London Karl, an Irish resident of London, checks in with this update:
I'm just back from my first ever trip to America. Only New York, which I am reliably informed is representative of nothing other than itself, but I was touched and impressed by the civility and friendliness I encountered. People there are way friendlier than the Brits. You may despair over your country, but you have that at least!
This is funny. New Yorkers are generally regarded as rude and obnoxious. Donald Trump, for example, is a New Yorker, as is Brian Leiter. No, I am not hastily generalizing from two examples, I am illustrating with two examples an antecedently established general proposition.
It is too bad that London Karl did not have the time or the wherewithal to travel deep into Real America where he would have found much better examples of civility and friendliness.
Some years back I read a paper at Tulane University in New Orleans. Wandering around one afternoon on my own, not in the French Quarter, but in some rather nondescript part of town, I walked into a restaurant for lunch. There I was greeted by a woman who displayed a level of hospitality and friendliness and warmth I had never encountered before. This, I thought to myself, is what must be meant by Southern hospitality. There was, of course, a commercial motivation behind the display; but it was also deeply genuine. That was back in '87 and I have never forgotten the experience.
During that same trip, however, I ran into chess master Jude Acers in the French Quarter. Stationed on the street in his red beret, he plays (or played) all comers at $5 a game. Nothing particularly civil or friendly about him, rather the opposite. But then he is a chess player, one, and not from the South, two. After five games, I paid him his $25 and he made sure that I understood that he had played me for a chump and 'taken me' for 25 semolians. Me, I was happy to part with the money for chess lessons on Bourbon Street in the romantic city of the great Paul Morphy.
He said one thing that has stuck with me. Near the end of a game, he pointed to one of his pawns which had an unobstructed path to the queening square. I couldn't stop it, but it still had a long way to go. He announced, "This pawn has already queened."
A deeply Platonic comment. A timeless use of 'already.' Sub specie aeternitatis, the pawn had queened, or rather IS (timelessly) queened.
"Before Abraham was, I am." (John 8:58)
UPDATE. London Karl responds:
Trust me, I had the desire and the wherewithal to go into the real America; I just didn't have the time. I preferred the edgy friendliness of the New Yorkers to the passive aggression that passes for English 'politeness'.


▸ **WHAT TO PRODUCE**: Within the records, say how many lines include the word "projected"; the answer should be the number and no more.

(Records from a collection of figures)
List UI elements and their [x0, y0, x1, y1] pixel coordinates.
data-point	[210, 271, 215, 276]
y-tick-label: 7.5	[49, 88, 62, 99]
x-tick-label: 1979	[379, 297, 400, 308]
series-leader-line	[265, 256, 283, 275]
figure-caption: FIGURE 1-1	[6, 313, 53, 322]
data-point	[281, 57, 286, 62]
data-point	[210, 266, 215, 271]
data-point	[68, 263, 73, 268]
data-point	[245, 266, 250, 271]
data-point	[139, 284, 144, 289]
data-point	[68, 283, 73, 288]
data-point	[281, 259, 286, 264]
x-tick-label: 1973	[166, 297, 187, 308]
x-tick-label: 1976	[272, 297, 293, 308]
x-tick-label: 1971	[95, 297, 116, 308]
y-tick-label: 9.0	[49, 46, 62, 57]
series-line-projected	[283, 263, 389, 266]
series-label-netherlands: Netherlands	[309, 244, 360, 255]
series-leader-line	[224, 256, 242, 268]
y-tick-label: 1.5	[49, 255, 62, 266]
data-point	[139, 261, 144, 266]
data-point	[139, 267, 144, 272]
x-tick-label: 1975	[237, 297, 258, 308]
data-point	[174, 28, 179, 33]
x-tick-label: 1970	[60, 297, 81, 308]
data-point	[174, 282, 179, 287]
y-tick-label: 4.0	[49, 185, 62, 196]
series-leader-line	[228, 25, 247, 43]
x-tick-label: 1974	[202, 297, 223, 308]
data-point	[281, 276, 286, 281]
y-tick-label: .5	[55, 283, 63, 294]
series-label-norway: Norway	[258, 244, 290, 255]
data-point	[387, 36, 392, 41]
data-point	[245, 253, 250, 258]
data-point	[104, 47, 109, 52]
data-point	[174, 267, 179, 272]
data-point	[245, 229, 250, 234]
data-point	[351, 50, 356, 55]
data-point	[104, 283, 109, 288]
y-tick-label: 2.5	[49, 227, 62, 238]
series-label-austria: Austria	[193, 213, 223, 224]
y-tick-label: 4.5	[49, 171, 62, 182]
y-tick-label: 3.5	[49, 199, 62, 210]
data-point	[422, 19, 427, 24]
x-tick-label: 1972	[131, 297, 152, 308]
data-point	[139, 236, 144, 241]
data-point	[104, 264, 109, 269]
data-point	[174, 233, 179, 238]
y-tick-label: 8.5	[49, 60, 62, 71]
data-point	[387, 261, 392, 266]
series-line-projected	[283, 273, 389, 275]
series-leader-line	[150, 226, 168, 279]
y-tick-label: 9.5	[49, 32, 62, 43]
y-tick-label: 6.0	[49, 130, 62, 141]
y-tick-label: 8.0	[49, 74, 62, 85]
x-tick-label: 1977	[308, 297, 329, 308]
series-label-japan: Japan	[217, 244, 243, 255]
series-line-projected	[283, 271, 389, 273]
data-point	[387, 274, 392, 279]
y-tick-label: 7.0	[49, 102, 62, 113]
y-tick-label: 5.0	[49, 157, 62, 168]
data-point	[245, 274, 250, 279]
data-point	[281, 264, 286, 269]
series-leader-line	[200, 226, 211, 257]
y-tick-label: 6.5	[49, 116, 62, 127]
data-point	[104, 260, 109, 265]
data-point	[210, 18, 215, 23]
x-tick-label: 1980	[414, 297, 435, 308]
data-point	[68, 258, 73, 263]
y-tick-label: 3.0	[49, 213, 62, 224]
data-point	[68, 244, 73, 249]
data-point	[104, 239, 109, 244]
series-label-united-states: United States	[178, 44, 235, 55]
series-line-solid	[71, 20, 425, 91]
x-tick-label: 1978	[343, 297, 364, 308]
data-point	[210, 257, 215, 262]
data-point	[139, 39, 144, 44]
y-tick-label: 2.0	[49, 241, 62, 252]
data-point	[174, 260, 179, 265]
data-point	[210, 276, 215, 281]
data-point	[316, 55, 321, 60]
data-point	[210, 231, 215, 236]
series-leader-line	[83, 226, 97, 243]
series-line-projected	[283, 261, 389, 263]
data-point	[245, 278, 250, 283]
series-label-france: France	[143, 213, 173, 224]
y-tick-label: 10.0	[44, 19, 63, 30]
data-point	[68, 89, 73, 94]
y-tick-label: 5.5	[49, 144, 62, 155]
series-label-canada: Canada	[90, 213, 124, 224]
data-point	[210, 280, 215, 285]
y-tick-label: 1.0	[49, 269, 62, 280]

▸ **SOLUTION**: 4